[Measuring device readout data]
[Start of Attachment]

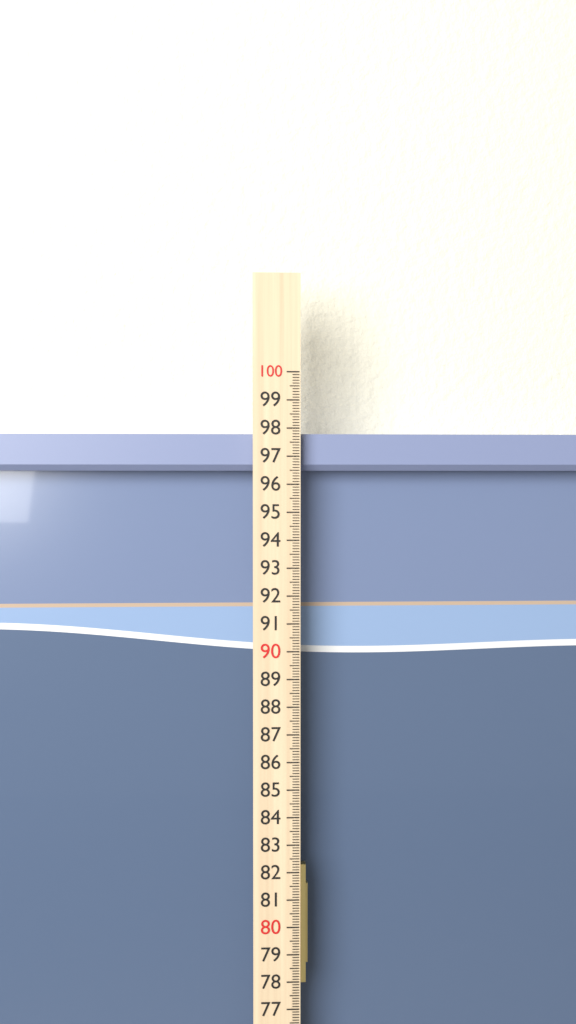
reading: 97.8 cm
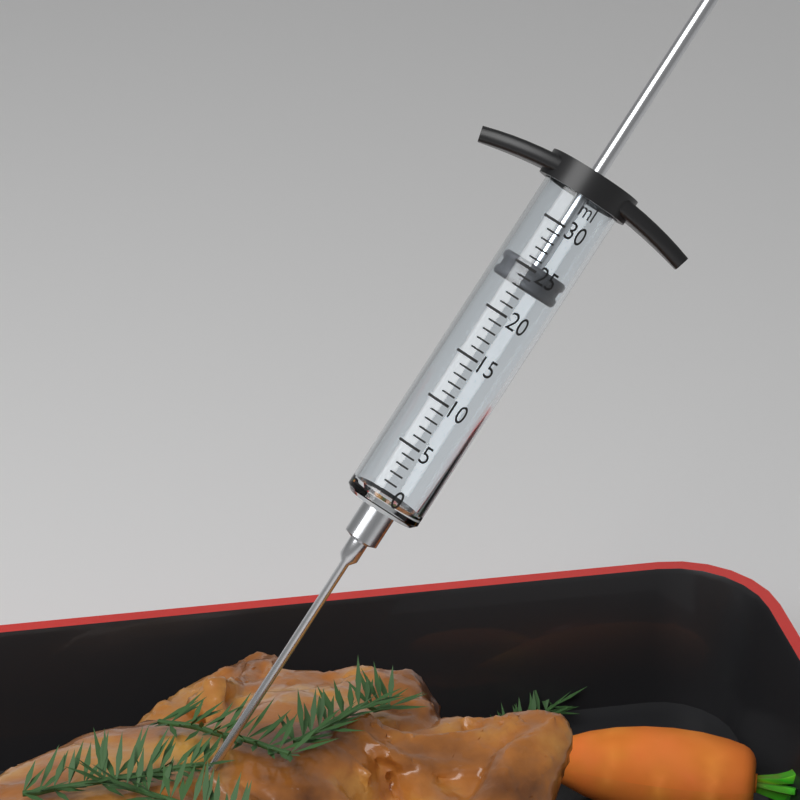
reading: 23 ml
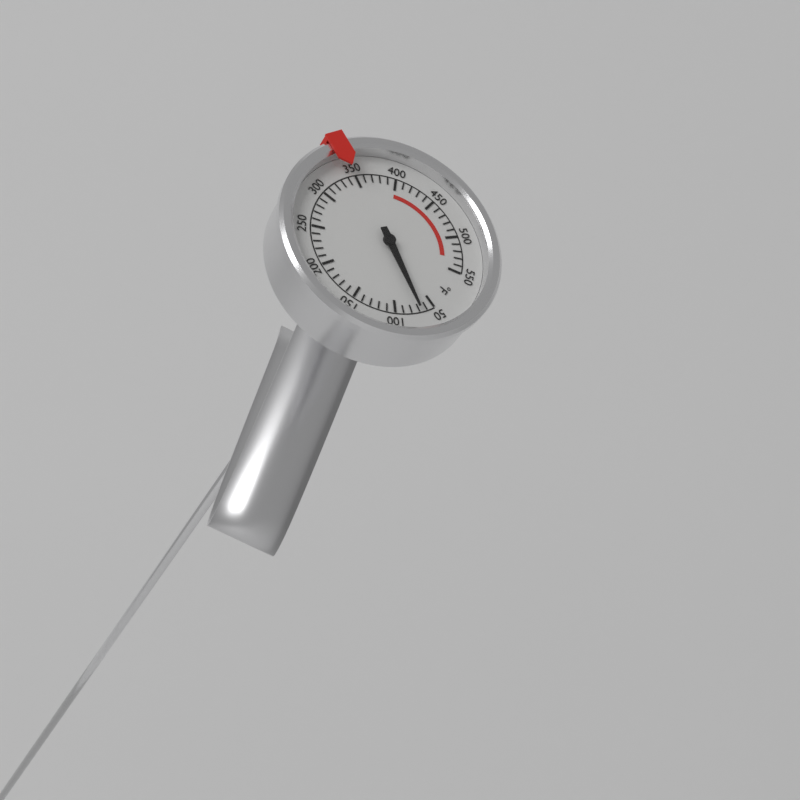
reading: 70 °F
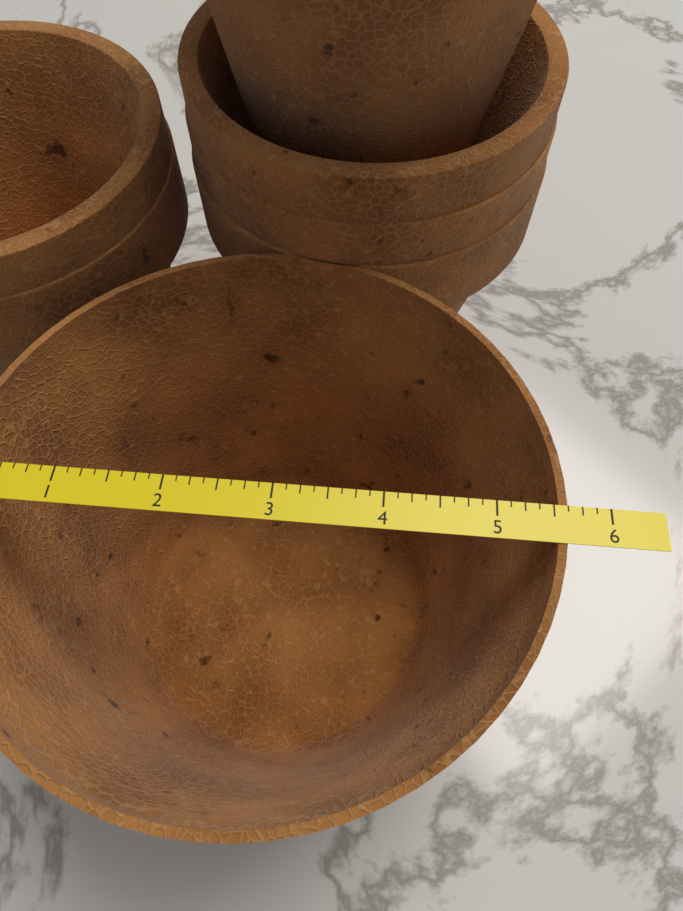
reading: 5.625 in
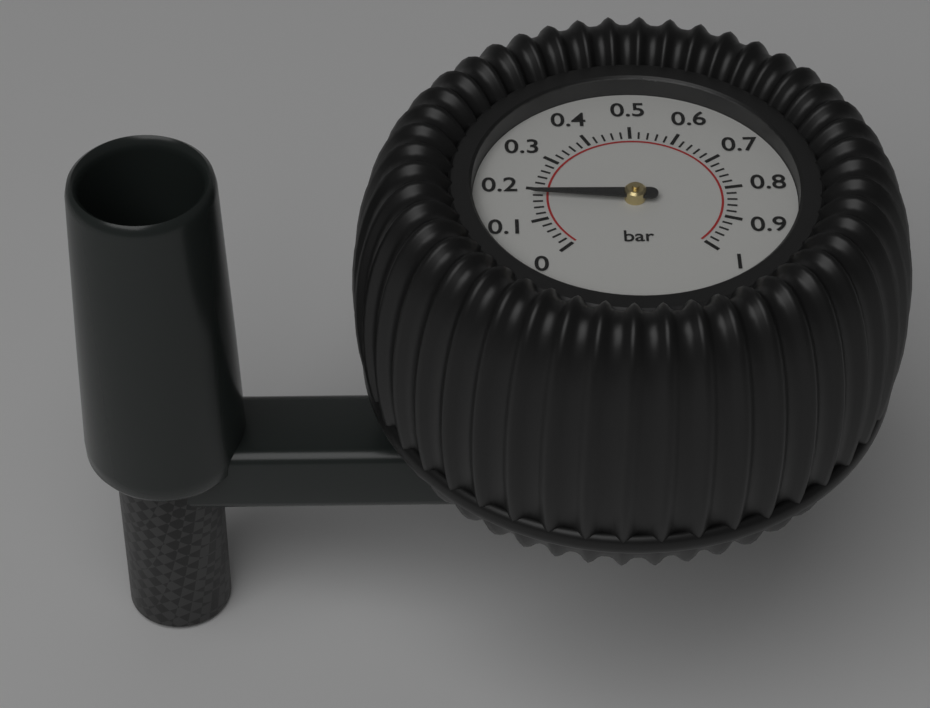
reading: 0.18 bar
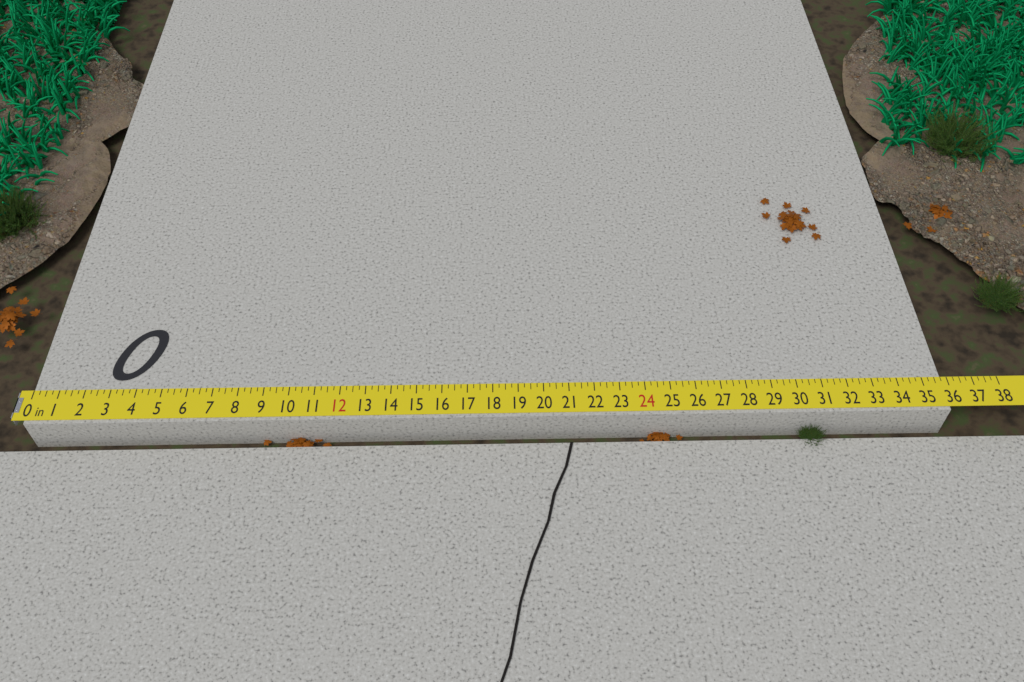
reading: 35.75 in
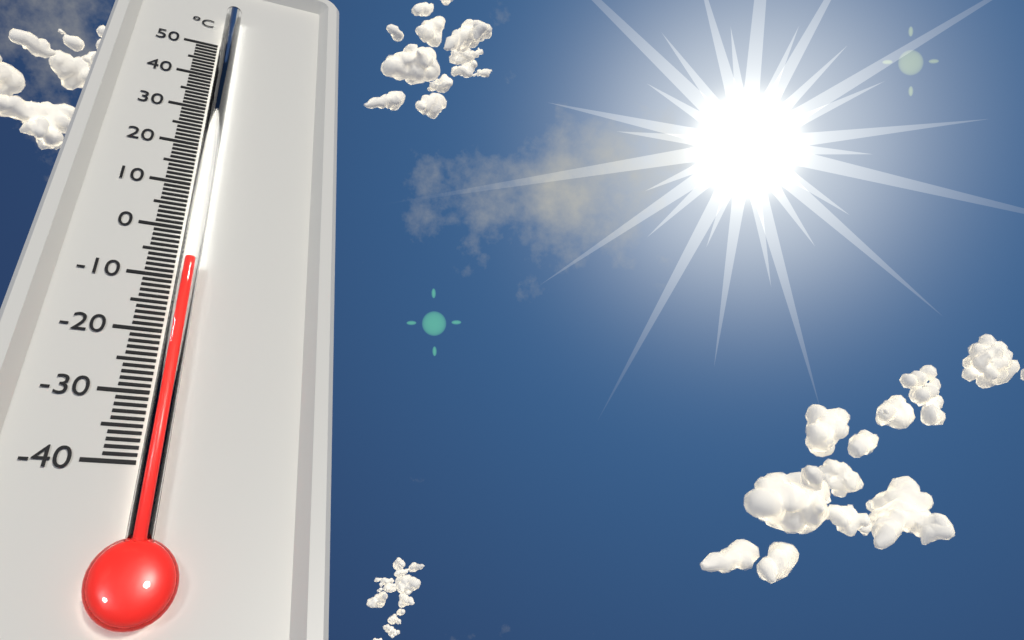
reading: -8 °C
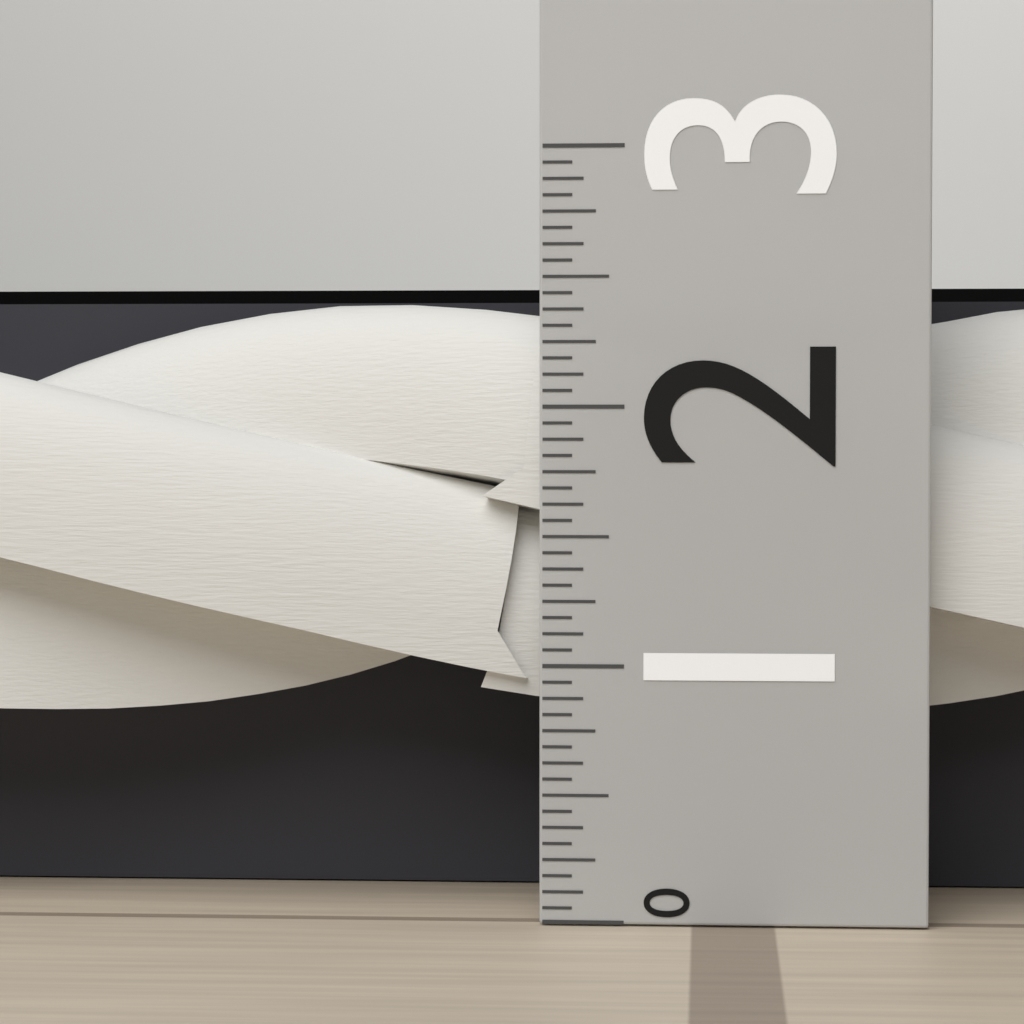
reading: 2.4375 (no unit)
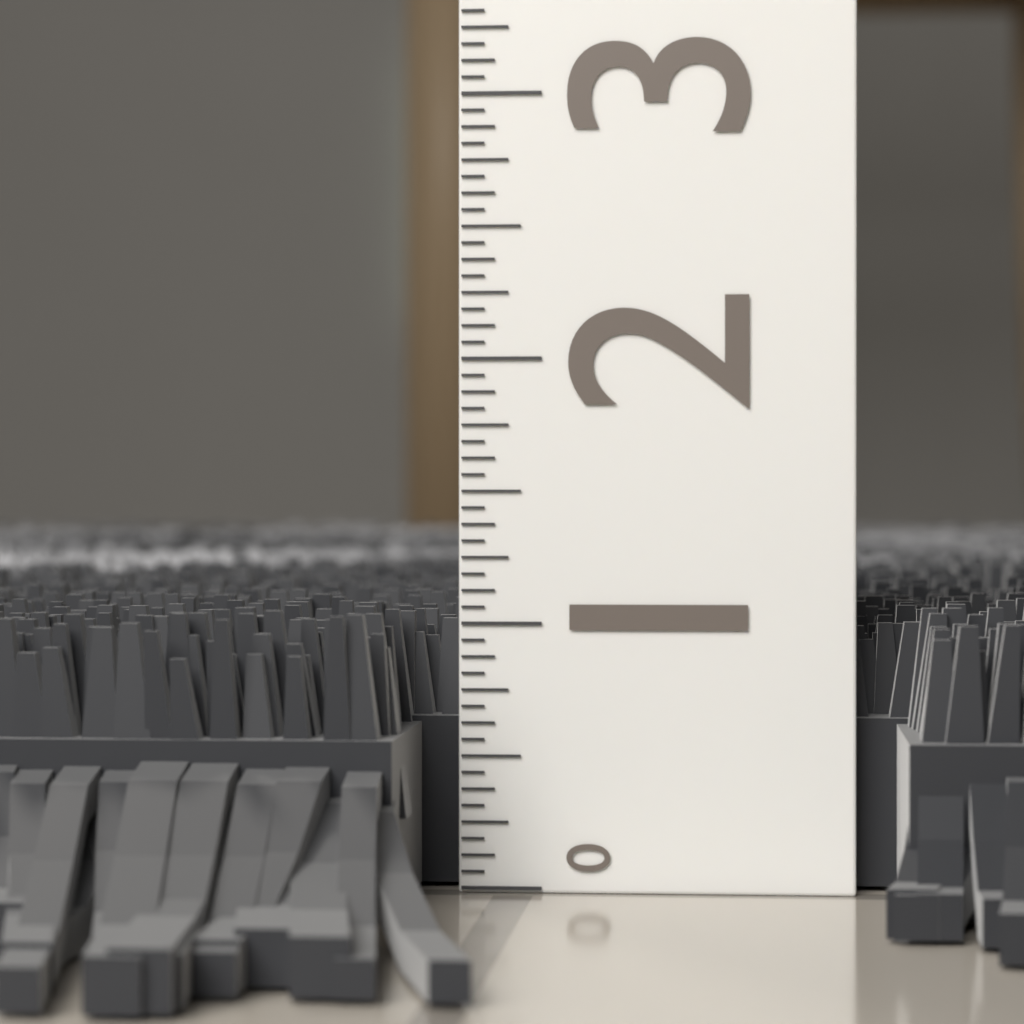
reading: 1.0625 (no unit)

[End of Attachment]

◆ **Instructions to follow**
Return an exact copy of the data above, apart from any pictures.

◆ **Exercise response**
reading: 97.8 cm
reading: 23 ml
reading: 70 °F
reading: 5.625 in
reading: 0.18 bar
reading: 35.75 in
reading: -8 °C
reading: 2.4375 (no unit)
reading: 1.0625 (no unit)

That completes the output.